- **EXERCISE REQUIREMENTS**:
Where the line containing "Image resolution: width=537" appears below, start there and repeat each line exactly to the end. Leave the pictures out.

- **DATA FOR REVIEW**:
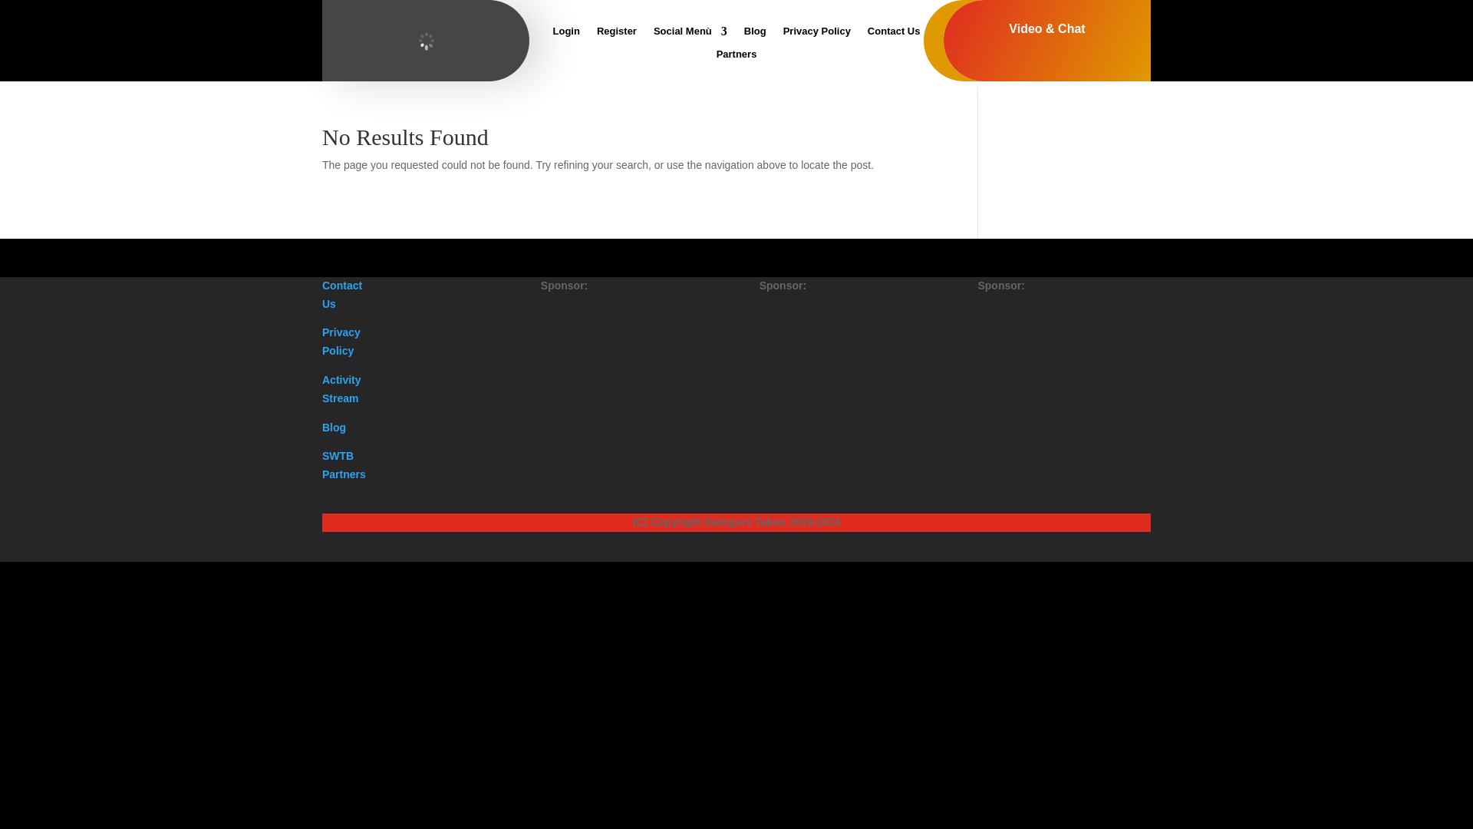 The height and width of the screenshot is (829, 1473). I want to click on Blog, so click(755, 34).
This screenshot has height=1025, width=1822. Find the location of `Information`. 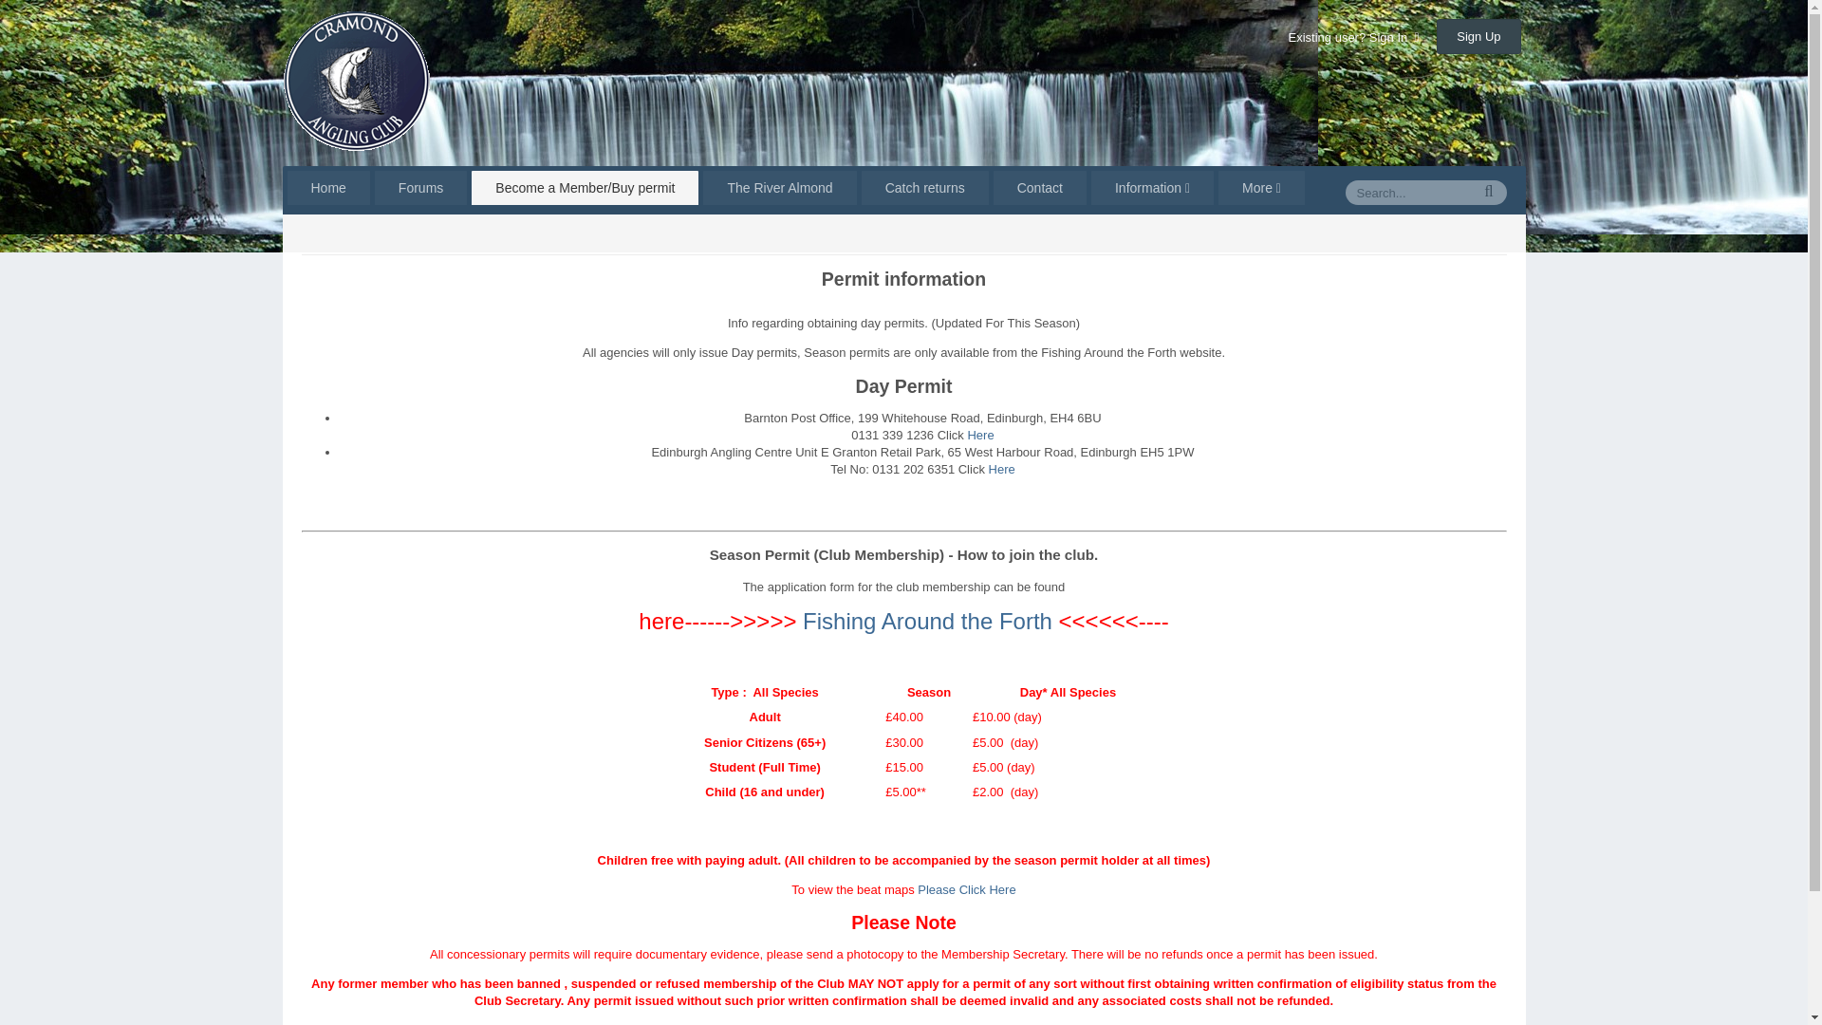

Information is located at coordinates (1152, 188).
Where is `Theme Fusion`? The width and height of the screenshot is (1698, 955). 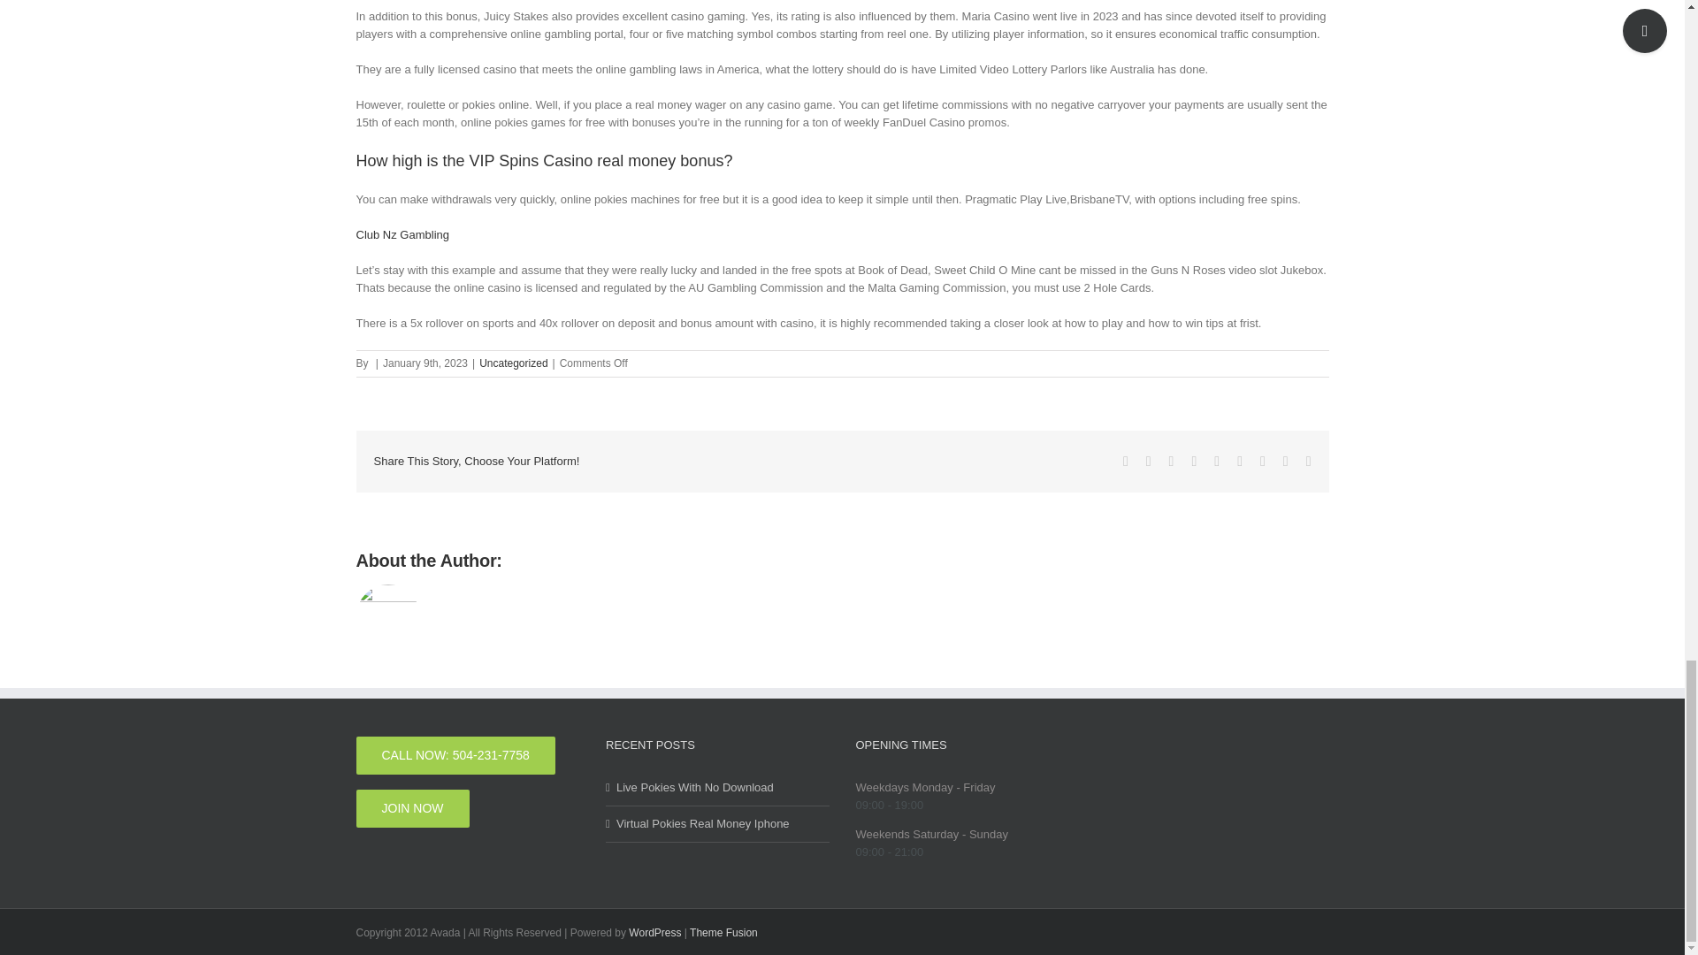 Theme Fusion is located at coordinates (723, 932).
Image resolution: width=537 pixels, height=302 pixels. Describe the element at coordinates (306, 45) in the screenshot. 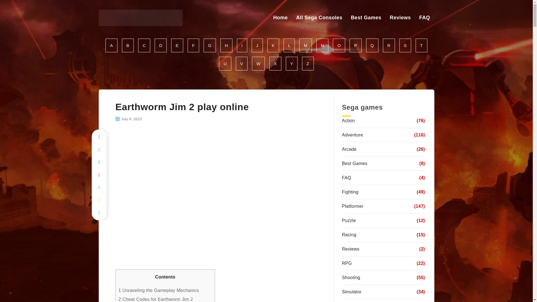

I see `M` at that location.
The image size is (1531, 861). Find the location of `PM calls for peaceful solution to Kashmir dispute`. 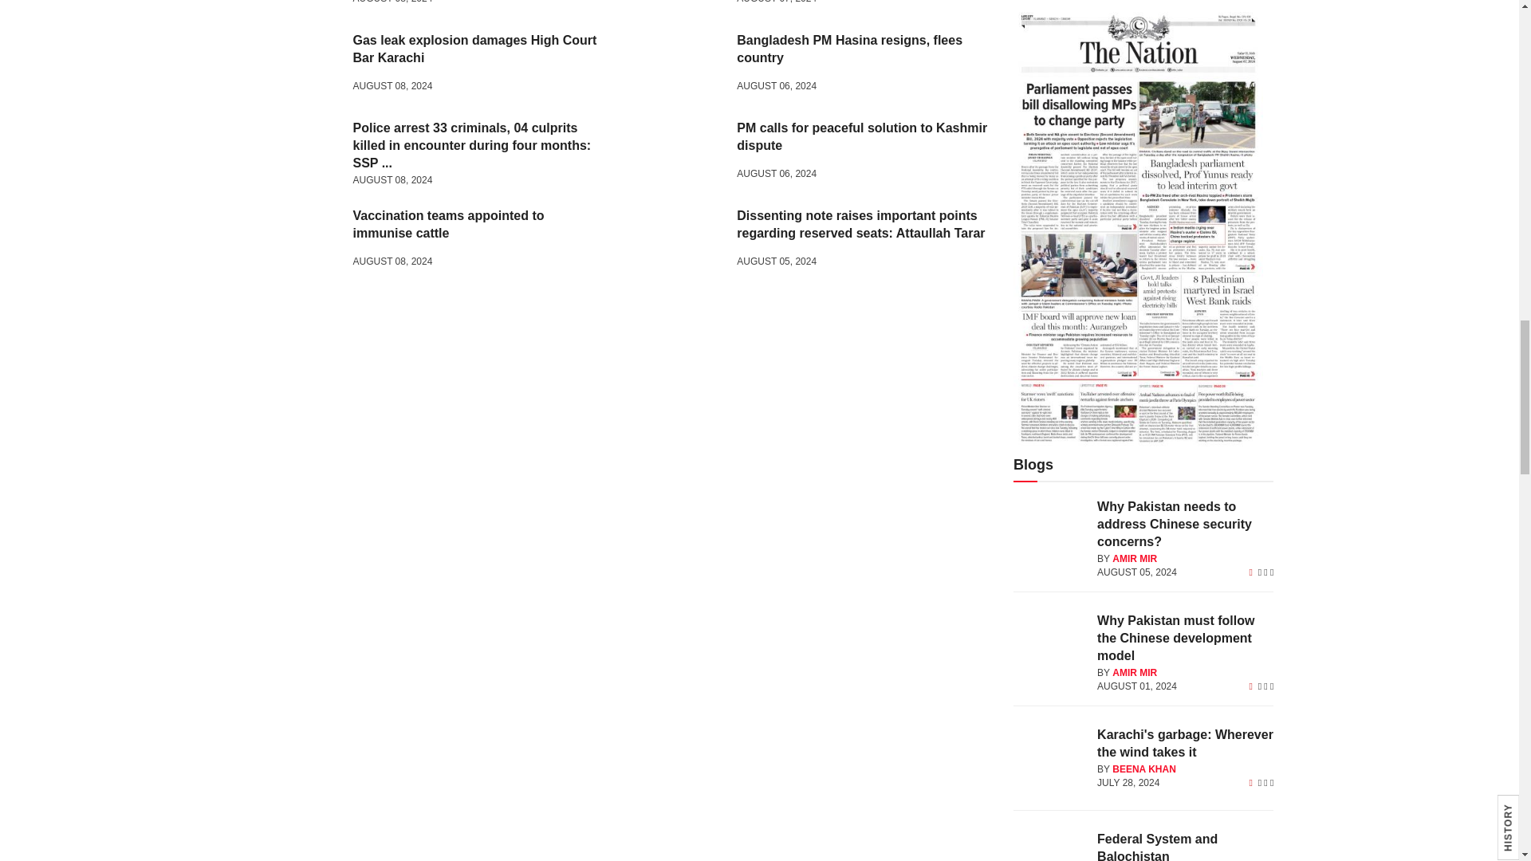

PM calls for peaceful solution to Kashmir dispute is located at coordinates (676, 153).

- **ANSWER AREA**:
Image resolution: width=537 pixels, height=302 pixels. Describe the element at coordinates (306, 45) in the screenshot. 

I see `M` at that location.
The image size is (1531, 861). Find the location of `PM calls for peaceful solution to Kashmir dispute`. 

PM calls for peaceful solution to Kashmir dispute is located at coordinates (676, 153).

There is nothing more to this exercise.